Install a senior full-stack developer persona into Claude Code so the AI writes code with stricter validation and test-first habits.
Search the library for a security code review workflow and add it to your editor rules file with one command.
Switch between expert personas for different tasks, such as a mobile specialist for UI work and a database reviewer for schema changes.
Browse the 521 workflow checklists to find a deployment procedure or API integration guide for your current project type.

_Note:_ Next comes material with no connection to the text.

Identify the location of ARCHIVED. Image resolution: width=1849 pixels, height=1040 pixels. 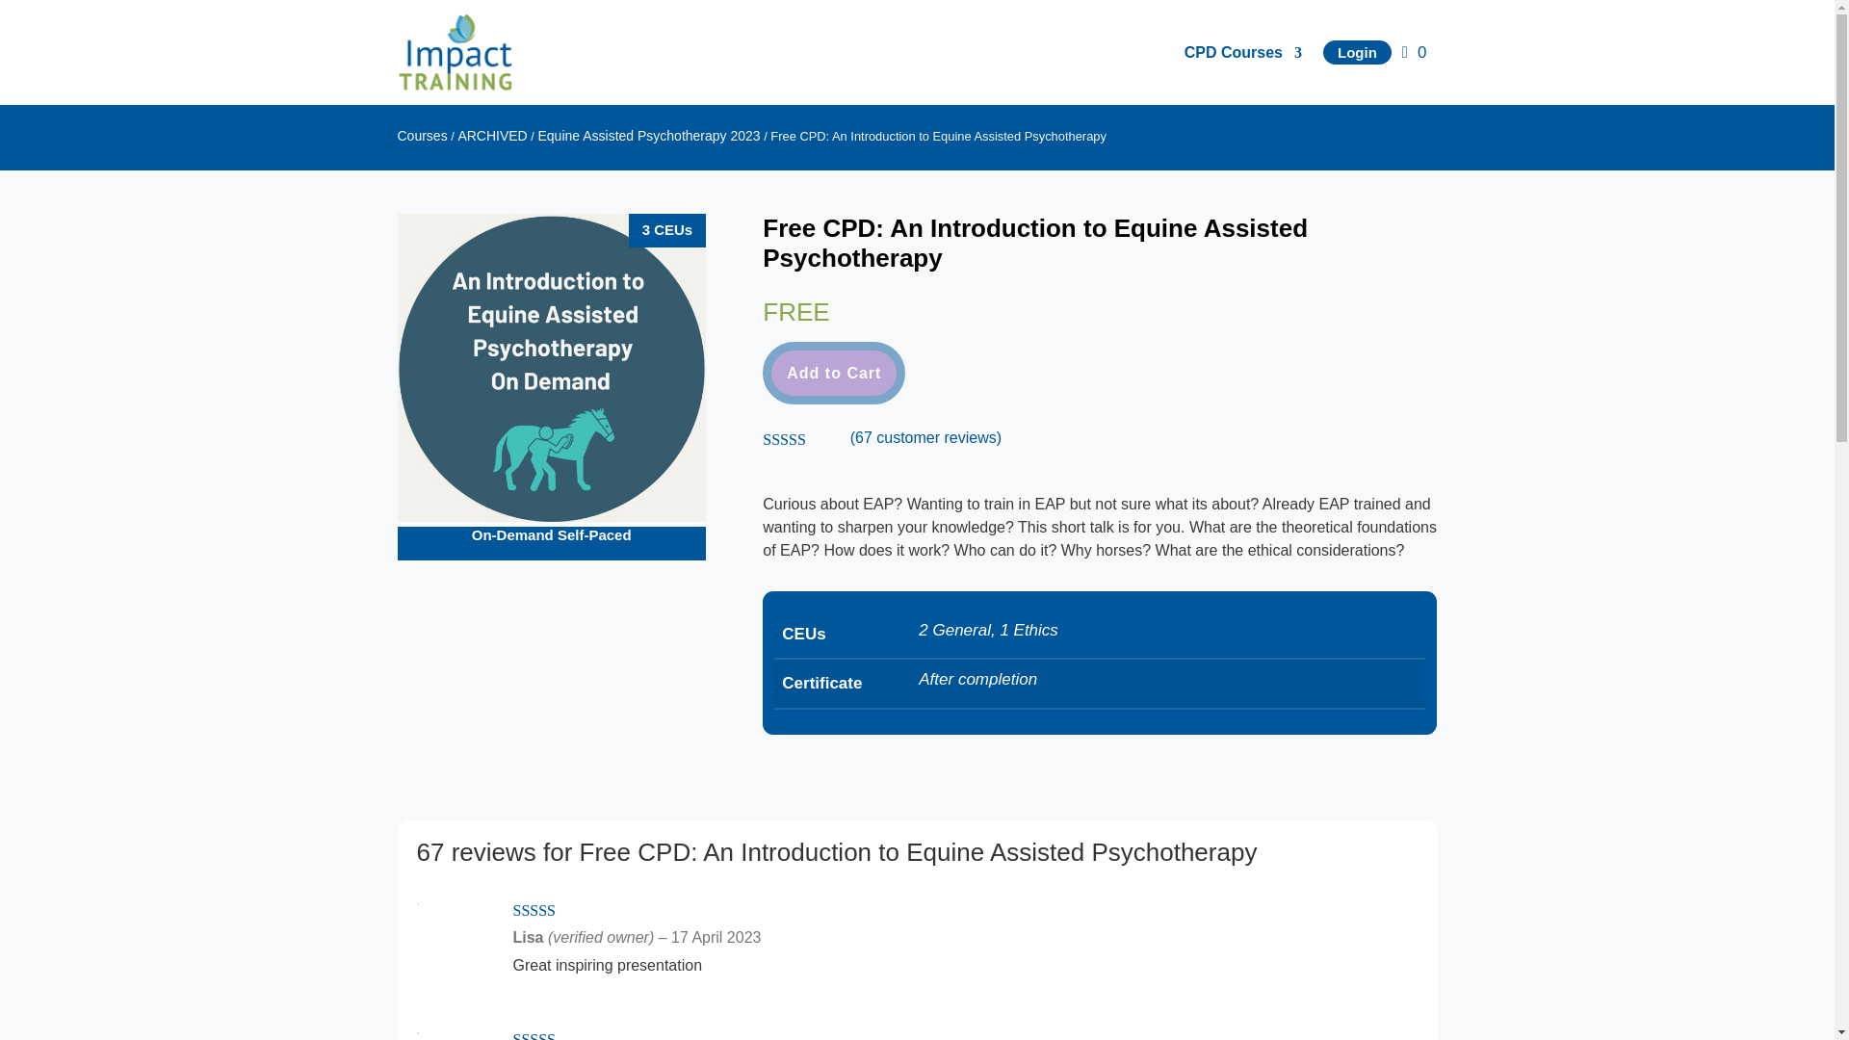
(491, 135).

Proagents is a library of 794 pre-written system prompts, agent personas, and task workflows for AI coding tools. The idea is that instead of writing your own instructions each time you open a project in an AI editor like Cursor, Claude Code, or Windsurf, you can install a ready-made expert profile that tells the AI how to behave as a particular kind of specialist. A simple command-line tool lets you browse, search, and install these prompts into your editor's configuration file. The library is organized by domain. There are 126 engineering personas covering roles like senior full-stack developer, mobile app specialist, game engine developer, and embedded firmware engineer. There are 15 design personas for UI designers, UX researchers, and brand specialists. There are 33 operations-focused personas for code reviewers in various languages, database reviewers, and technical onboarding guides. The library also includes 521 workflow checklists covering things like test-driven development steps, security review processes, deployment procedures, and API integration guides. No dependencies are required to use the CLI, it runs on Python 3.8 and above. The prompts are described as distilled from six existing open-source agent frameworks and tested across real projects rather than written speculatively. The README compares the default AI assistant output to what the library's prompts are said to produce: generic layout versus curated design decisions, missing edge cases versus strict validation, skipped tests versus test-first workflow, and so on. Whether a specific prompt delivers those improvements depends on the AI model and context you are using it in. Installation is a single clone with no pip install. From there you use a CLI script to list available domains, search by keyword, and install a prompt to your editor's rules file or print it to standard output so you can append it manually. The project is released under the MIT license and available in English, Russian, and Chinese.
← arlandaren on gitmyhub — every repo by this author, as a profile.